“I’ve been waiting my whole life to fuck up like this.” - Robert Stone.
Reflecting on this quote by Robert Stone, consider the following:
Have you ever experienced a moment where you felt like you had made a major mistake or failed in a significant way? How did you handle it?
How do you think making mistakes can contribute to personal growth and development?
In what ways can failure or setbacks serve as opportunities for learning and self-discovery?
How can you adopt a more positive and resilient mindset when faced with challenges or mistakes in the future?
In this quote, Robert Stone expresses a sense of relief and acceptance at finally making a mistake. By acknowledging his imperfections, he embraces the opportunity for growth and self-discovery that comes with making errors. This quote speaks to the idea that failure is a natural part of life and can lead to valuable lessons and personal development.

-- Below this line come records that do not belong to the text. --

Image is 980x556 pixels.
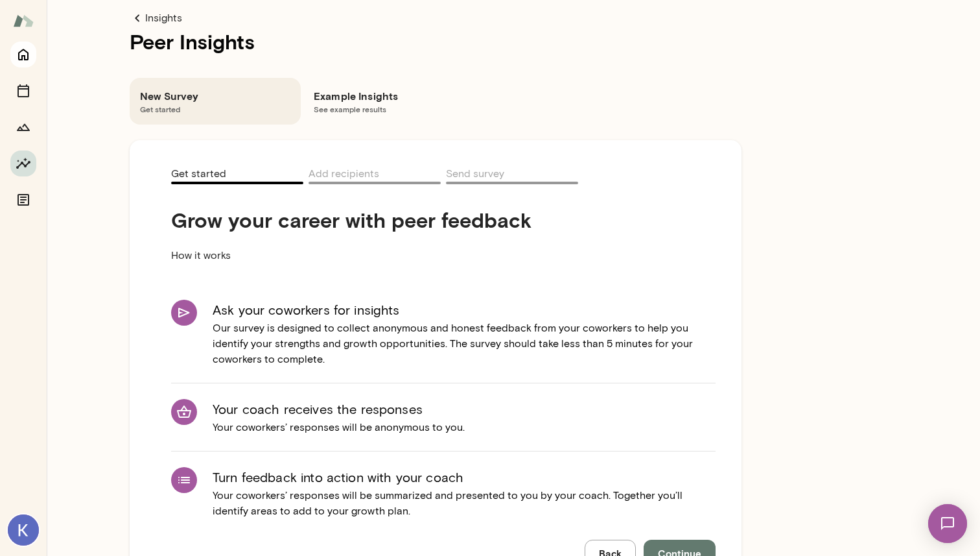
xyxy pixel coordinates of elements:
span: Get started [140,103,291,114]
img: Mento [13,9,33,33]
p: Your coworkers’ responses will be anonymous to you. [213,420,465,435]
h6: Ask your coworkers for insights [213,299,716,321]
button: Insights [10,151,36,176]
button: Sessions [10,78,36,103]
img: Kevin Rippon [8,514,39,546]
h6: New Survey [140,88,291,103]
div: New SurveyGet started [130,78,301,125]
h1: Peer Insights [130,26,742,57]
div: Example InsightsSee example results [304,78,475,125]
p: How it works [171,232,606,279]
p: Our survey is designed to collect anonymous and honest feedback from your coworkers to help you i... [213,321,716,367]
h6: Turn feedback into action with your coach [213,467,716,488]
button: Documents [10,187,36,213]
p: Your coworkers’ responses will be summarized and presented to you by your coach. Together you’ll ... [213,488,716,519]
span: Get started [171,168,226,182]
button: Growth Plan [10,114,36,140]
h6: Your coach receives the responses [213,399,465,420]
span: See example results [314,103,465,114]
span: Add recipients [309,168,379,182]
h4: Grow your career with peer feedback [171,208,606,232]
button: Home [10,42,36,68]
a: Insights [130,10,742,26]
h6: Example Insights [314,88,465,103]
span: Send survey [446,168,505,182]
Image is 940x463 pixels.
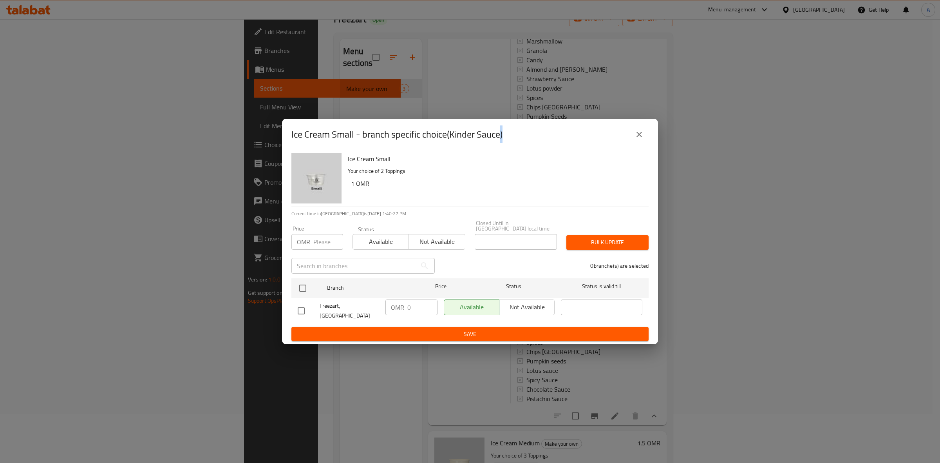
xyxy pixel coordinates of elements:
p: Current time in [GEOGRAPHIC_DATA] is [DATE] 1:40:27 PM [292,210,649,217]
span: Not available [412,236,462,247]
span: Available [356,236,406,247]
button: Not available [409,234,465,250]
span: Price [415,281,467,291]
span: Status is valid till [561,281,643,291]
input: Search in branches [292,258,417,274]
button: Save [292,327,649,341]
p: OMR [297,237,310,246]
span: Freezart, [GEOGRAPHIC_DATA] [320,301,379,321]
img: Ice Cream Small [292,153,342,203]
span: Status [473,281,555,291]
h2: Ice Cream Small - branch specific choice(Kinder Sauce) [292,128,503,141]
input: Please enter price [408,299,438,315]
button: close [630,125,649,144]
span: Save [298,329,643,339]
h6: 1 OMR [351,178,643,189]
p: Your choice of 2 Toppings [348,166,643,176]
h6: Ice Cream Small [348,153,643,164]
button: Bulk update [567,235,649,250]
span: Branch [327,283,409,293]
p: 0 branche(s) are selected [591,262,649,270]
p: OMR [391,303,404,312]
button: Available [353,234,409,250]
span: Bulk update [573,237,643,247]
input: Please enter price [313,234,343,250]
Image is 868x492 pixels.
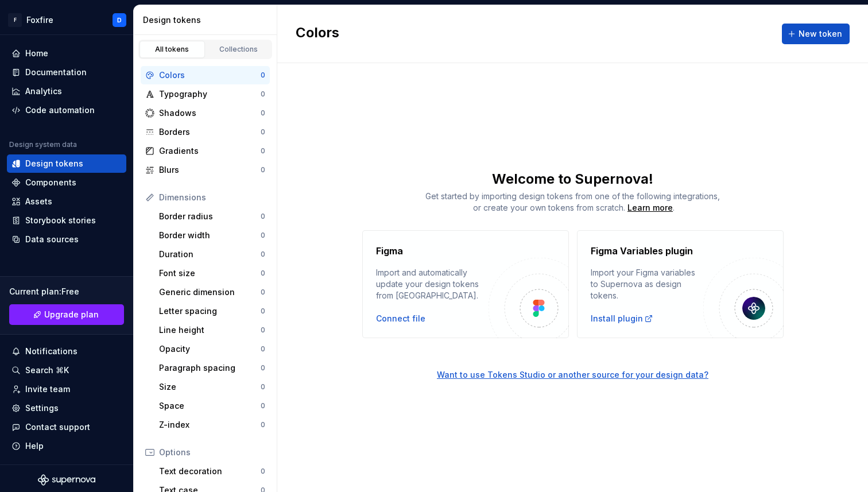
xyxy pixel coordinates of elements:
div: 0 [261,325,265,334]
button: Contact support [7,418,126,436]
div: Foxfire [26,14,53,26]
div: Import your Figma variables to Supernova as design tokens. [591,267,703,301]
div: 0 [261,420,265,429]
div: Options [159,446,265,458]
div: Opacity [159,343,261,355]
a: Analytics [7,82,126,101]
button: New token [782,23,849,44]
button: FFoxfireD [2,8,131,32]
button: Connect file [376,312,425,324]
div: 0 [261,306,265,315]
div: Size [159,381,261,392]
a: Letter spacing0 [154,302,270,320]
button: Want to use Tokens Studio or another source for your design data? [437,369,709,380]
a: Paragraph spacing0 [154,358,270,377]
button: Help [7,436,126,455]
div: 0 [261,401,265,410]
div: Settings [26,402,59,414]
a: Blurs0 [141,161,270,179]
div: Border width [159,230,261,241]
div: Typography [159,89,261,100]
div: Documentation [26,67,86,78]
a: Size0 [154,378,270,396]
div: 0 [261,108,265,118]
div: 0 [261,146,265,155]
div: Design system data [9,140,77,149]
a: Documentation [7,63,126,81]
div: 0 [261,364,265,373]
div: Design tokens [26,158,83,169]
div: Data sources [26,234,79,245]
a: Design tokens [7,154,126,173]
div: Line height [159,324,261,336]
div: Borders [159,126,261,137]
div: Border radius [159,210,261,222]
h4: Figma [376,244,403,258]
div: Current plan : Free [9,285,124,297]
a: Z-index0 [154,415,270,433]
div: Blurs [159,164,261,176]
div: 0 [261,71,265,80]
a: Generic dimension0 [154,283,270,301]
div: Code automation [26,104,95,116]
div: Space [159,400,261,412]
div: Contact support [26,421,90,433]
div: Dimensions [159,192,265,203]
div: D [117,16,122,25]
a: Home [7,44,126,62]
a: Text decoration0 [154,462,270,480]
div: Design tokens [143,14,272,26]
div: 0 [261,212,265,221]
div: Welcome to Supernova! [277,170,868,189]
a: Typography0 [141,85,270,103]
a: Learn more [628,202,673,213]
div: 0 [261,382,265,391]
a: Line height0 [154,321,270,339]
div: Assets [26,195,53,207]
div: Collections [210,45,268,54]
a: Opacity0 [154,340,270,358]
a: Border radius0 [154,207,270,225]
a: Storybook stories [7,211,126,230]
h2: Colors [295,23,339,44]
a: Components [7,174,126,192]
div: Import and automatically update your design tokens from [GEOGRAPHIC_DATA]. [376,267,488,301]
div: Home [26,47,48,59]
div: Search ⌘K [26,364,69,376]
a: Gradients0 [141,142,270,160]
div: Letter spacing [159,305,261,317]
span: New token [798,28,842,40]
div: 0 [261,466,265,475]
span: Upgrade plan [44,309,98,320]
div: Paragraph spacing [159,362,261,373]
div: Shadows [159,107,261,119]
div: Notifications [26,346,77,357]
button: Search ⌘K [7,361,126,379]
div: Invite team [26,383,70,395]
a: Invite team [7,380,126,398]
svg: Supernova Logo [38,474,95,485]
div: Gradients [159,145,261,157]
div: F [8,14,22,27]
div: Storybook stories [26,215,96,226]
h4: Figma Variables plugin [591,244,693,258]
a: Font size0 [154,264,270,282]
button: Notifications [7,342,126,361]
div: Font size [159,267,261,279]
a: Install plugin [591,312,653,324]
a: Shadows0 [141,104,270,122]
div: Duration [159,249,261,260]
div: Analytics [26,86,62,97]
a: Borders0 [141,122,270,141]
div: 0 [261,268,265,278]
div: 0 [261,128,265,137]
a: Data sources [7,230,126,249]
a: Colors0 [141,66,270,84]
div: Generic dimension [159,286,261,297]
a: Settings [7,399,126,417]
div: 0 [261,89,265,98]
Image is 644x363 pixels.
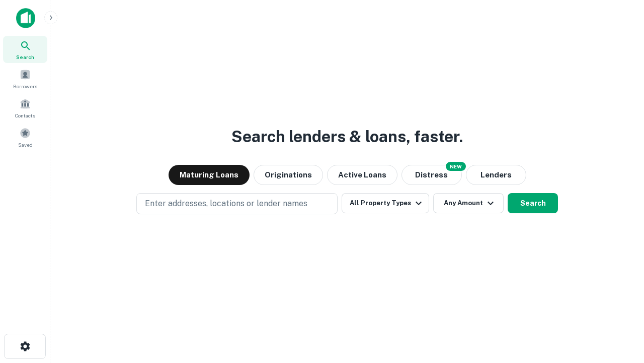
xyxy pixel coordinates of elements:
[232,124,463,149] h3: Search lenders & loans, faster.
[18,140,33,149] span: Saved
[342,193,429,213] button: All Property Types
[3,94,47,121] a: Contacts
[145,198,307,209] p: Enter addresses, locations or lender names
[137,193,338,214] button: Enter addresses, locations or lender names
[13,82,37,90] span: Borrowers
[3,65,47,92] a: Borrowers
[253,165,323,185] button: Originations
[327,165,397,185] button: Active Loans
[3,36,47,63] a: Search
[466,165,527,185] button: Lenders
[169,165,250,185] button: Maturing Loans
[446,162,466,171] div: NEW
[16,8,35,28] img: capitalize-icon.png
[402,165,462,185] button: Search distressed loans with lien and other non-mortgage details.
[594,282,644,331] iframe: Chat Widget
[433,193,504,213] button: Any Amount
[508,193,558,213] button: Search
[15,111,35,119] span: Contacts
[3,124,47,150] a: Saved
[16,53,34,61] span: Search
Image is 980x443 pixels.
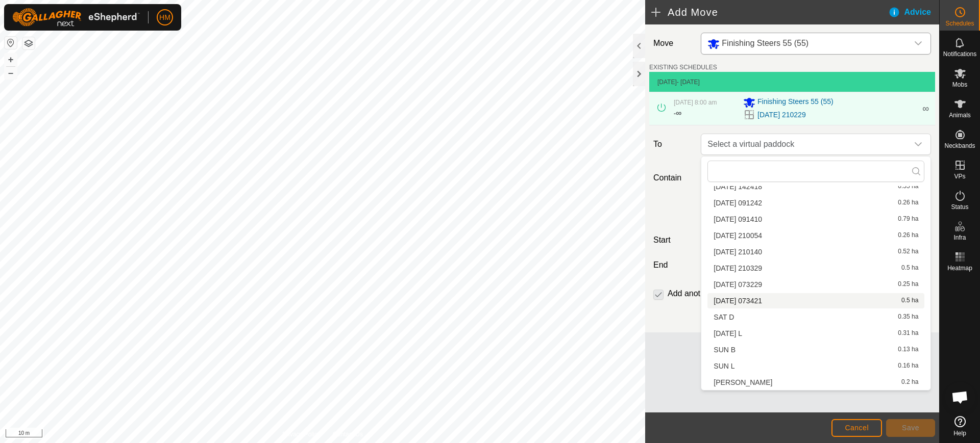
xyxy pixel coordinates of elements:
[713,362,734,369] span: SUN L
[897,330,918,337] span: 0.31 ha
[676,109,681,117] span: ∞
[708,359,924,374] li: SUN L
[651,6,888,18] h2: Add Move
[708,293,924,308] li: 2025-10-16 073421
[713,297,762,305] span: [DATE] 073421
[649,32,697,55] label: Move
[757,96,833,109] span: Finishing Steers 55 (55)
[713,379,772,386] span: [PERSON_NAME]
[708,244,924,260] li: 2025-10-14 210140
[897,199,918,206] span: 0.26 ha
[708,211,924,227] li: 2025-10-13 091410
[708,310,924,325] li: SAT D
[713,232,762,239] span: [DATE] 210054
[657,79,676,86] span: [DATE]
[897,248,918,256] span: 0.52 ha
[708,326,924,341] li: SATURDAY L
[708,228,924,243] li: 2025-10-14 210054
[897,347,918,354] span: 0.13 ha
[943,51,976,57] span: Notifications
[22,37,35,50] button: Map Layers
[908,33,928,54] div: dropdown trigger
[676,79,699,86] span: - [DATE]
[902,424,919,432] span: Save
[845,424,868,432] span: Cancel
[757,110,806,121] a: [DATE] 210229
[901,265,918,272] span: 0.5 ha
[901,297,918,305] span: 0.5 ha
[713,281,762,288] span: [DATE] 073229
[953,430,966,437] span: Help
[703,134,908,154] span: Select a virtual paddock
[708,195,924,211] li: 2025-10-13 091242
[333,430,363,439] a: Contact Us
[944,382,975,413] div: Open chat
[951,204,968,210] span: Status
[713,199,762,206] span: [DATE] 091242
[649,63,717,72] label: EXISTING SCHEDULES
[953,235,965,241] span: Infra
[713,314,734,321] span: SAT D
[954,173,965,180] span: VPs
[4,37,17,49] button: Reset Map
[674,99,716,106] span: [DATE] 8:00 am
[939,412,980,440] a: Help
[897,232,918,239] span: 0.26 ha
[713,347,735,354] span: SUN B
[708,342,924,357] li: SUN B
[897,216,918,223] span: 0.79 ha
[897,314,918,321] span: 0.35 ha
[649,259,697,271] label: End
[944,143,975,149] span: Neckbands
[945,20,974,27] span: Schedules
[282,430,321,439] a: Privacy Policy
[703,33,908,54] span: Finishing Steers 55
[897,362,918,369] span: 0.16 ha
[713,265,762,272] span: [DATE] 210329
[668,289,774,298] label: Add another scheduled move
[908,134,928,154] div: dropdown trigger
[713,330,742,337] span: [DATE] L
[922,103,929,114] span: ∞
[952,82,967,88] span: Mobs
[649,234,697,246] label: Start
[901,379,918,386] span: 0.2 ha
[708,375,924,390] li: SUN T
[159,12,170,23] span: HM
[708,179,924,194] li: 2025-10-12 142418
[947,265,972,271] span: Heatmap
[713,216,762,223] span: [DATE] 091410
[713,248,762,256] span: [DATE] 210140
[649,133,697,155] label: To
[897,281,918,288] span: 0.25 ha
[4,67,17,79] button: –
[12,8,140,27] img: Gallagher Logo
[4,53,17,66] button: +
[722,39,809,48] span: Finishing Steers 55 (55)
[674,107,681,119] div: -
[708,277,924,292] li: 2025-10-16 073229
[888,6,939,18] div: Advice
[886,419,935,437] button: Save
[713,183,762,190] span: [DATE] 142418
[949,112,970,118] span: Animals
[831,419,882,437] button: Cancel
[649,172,697,184] label: Contain
[708,261,924,276] li: 2025-10-14 210329
[897,183,918,190] span: 0.55 ha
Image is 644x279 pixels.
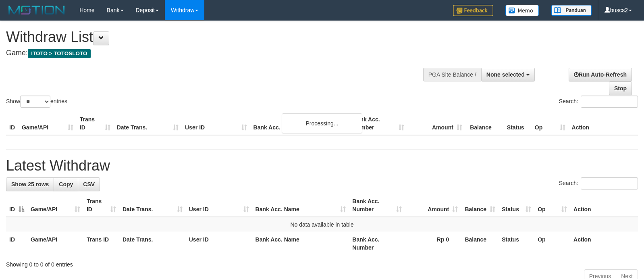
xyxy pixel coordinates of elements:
label: Search: [559,96,638,108]
img: MOTION_logo.png [6,4,67,16]
th: Bank Acc. Number: activate to sort column ascending [349,194,405,217]
h4: Game: [6,49,421,57]
th: Balance [465,112,503,135]
h1: Withdraw List [6,29,421,45]
th: Game/API [27,232,83,255]
th: Game/API [18,112,77,135]
div: PGA Site Balance / [423,68,481,81]
th: Trans ID [83,232,119,255]
th: Action [568,112,638,135]
th: ID [6,232,27,255]
a: Run Auto-Refresh [568,68,632,81]
th: Balance: activate to sort column ascending [461,194,498,217]
th: Status [503,112,531,135]
th: Status [498,232,534,255]
th: ID: activate to sort column descending [6,194,27,217]
div: Showing 0 to 0 of 0 entries [6,257,638,268]
th: Trans ID: activate to sort column ascending [83,194,119,217]
th: Bank Acc. Name [252,232,350,255]
img: Feedback.jpg [453,5,493,16]
th: Balance [461,232,498,255]
th: Amount: activate to sort column ascending [405,194,461,217]
div: Processing... [282,113,362,133]
th: Bank Acc. Name: activate to sort column ascending [252,194,350,217]
span: Copy [59,181,73,187]
th: User ID [182,112,250,135]
th: Game/API: activate to sort column ascending [27,194,83,217]
span: Show 25 rows [11,181,49,187]
span: None selected [486,71,525,78]
select: Showentries [20,96,51,108]
input: Search: [581,177,638,190]
th: Op [531,112,568,135]
img: panduan.png [551,5,591,16]
th: Action [570,232,638,255]
th: User ID [186,232,252,255]
th: Bank Acc. Number [350,112,408,135]
a: Copy [53,177,78,191]
th: Bank Acc. Number [349,232,405,255]
th: ID [6,112,18,135]
label: Search: [559,177,638,190]
th: Action [570,194,638,217]
th: Date Trans.: activate to sort column ascending [119,194,186,217]
h1: Latest Withdraw [6,158,638,174]
th: Status: activate to sort column ascending [498,194,534,217]
th: Amount [407,112,465,135]
a: Stop [609,81,632,95]
img: Button%20Memo.svg [505,5,539,16]
th: Bank Acc. Name [250,112,350,135]
a: Show 25 rows [6,177,54,191]
label: Show entries [6,96,67,108]
th: User ID: activate to sort column ascending [186,194,252,217]
th: Rp 0 [405,232,461,255]
th: Date Trans. [119,232,186,255]
input: Search: [581,96,638,108]
th: Date Trans. [113,112,182,135]
th: Op [534,232,570,255]
th: Trans ID [77,112,113,135]
td: No data available in table [6,217,638,232]
button: None selected [481,68,535,81]
span: CSV [83,181,94,187]
span: ITOTO > TOTOSLOTO [28,49,91,58]
a: CSV [78,177,100,191]
th: Op: activate to sort column ascending [534,194,570,217]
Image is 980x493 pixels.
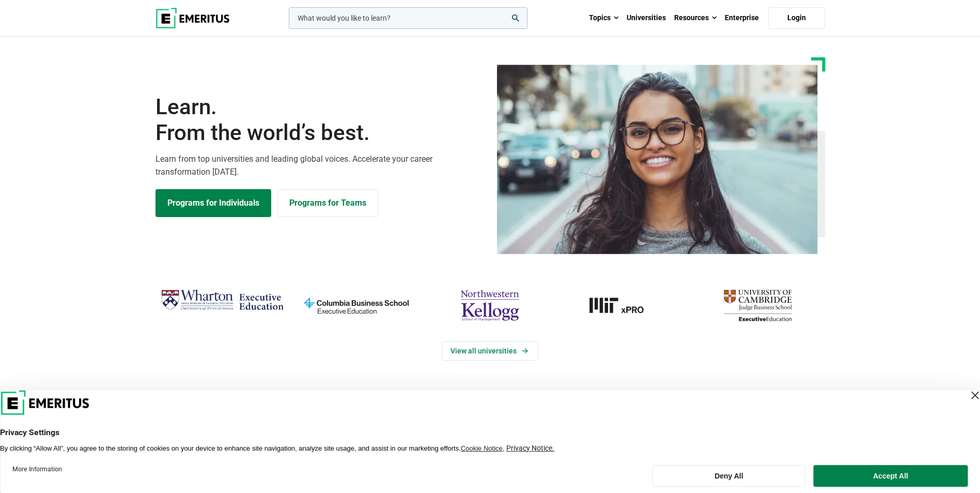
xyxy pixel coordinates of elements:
input: woocommerce-product-search-field-0 [289,7,527,29]
h1: Learn. [156,94,484,146]
span: From the world’s best. [156,120,484,146]
img: cambridge-judge-business-school [696,285,819,326]
img: northwestern-kellogg [428,285,552,326]
a: Explore Programs [156,189,271,217]
img: Learn from the world's best [497,65,817,254]
a: View Universities [442,341,538,361]
a: MIT-xPRO [562,285,685,326]
a: Login [768,7,824,29]
p: Learn from top universities and leading global voices. Accelerate your career transformation [DATE]. [156,152,484,179]
a: Explore for Business [277,189,378,217]
img: columbia-business-school [295,285,418,326]
img: Wharton Executive Education [161,285,284,316]
img: MIT xPRO [562,285,685,326]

The quote by Robert Stone highlights the importance of embracing our mistakes and imperfections in life. In today's society, where perfection is often glorified on social media, it is crucial to remember that making mistakes is a natural part of the learning process. By acknowledging and learning from our failures, we can grow and evolve as individuals. So, let us not be afraid to make mistakes, but instead, embrace them as opportunities for growth and self-improvement.
“Like many visitors, they had been unnerved by the inimitable creepiness of the Holy Sepulchre, a grimly gaudy, theopathical Turkish bathhouse where their childhood saints glared like demented spooks from every moldering wall.”
“If you haven't fought for your life for something you want, you don't know what's life all about.”
“He had undertaken a little assay at the good fight and found that neither the good nor the fight was left to him . . . he had gone after life again and they had shown him life and made him eat it.”
“The mixtures of shells and light makes you confused and unhappy. One side employing the force of he other merging. You're one of those people who hears the sun come up.”
“The scene is a writer's study, shabby, drafty but tax-deductible. The writer is reading the last hundred pages of his work in progress. For the past fifty or so, a kind of slow terror has been rising in his breast. All these pages had seemed necessary. They contain many good things. Ironies. Insights. And yet they seem to have a certain ineffable unsatisfactoriness. There is a word to describe this quality, the writer thinks, a horrible word. The B word. He begins to strike his forehead with a sweaty palm.”
“That's the great thing about literature -- it makes the world less lonely.”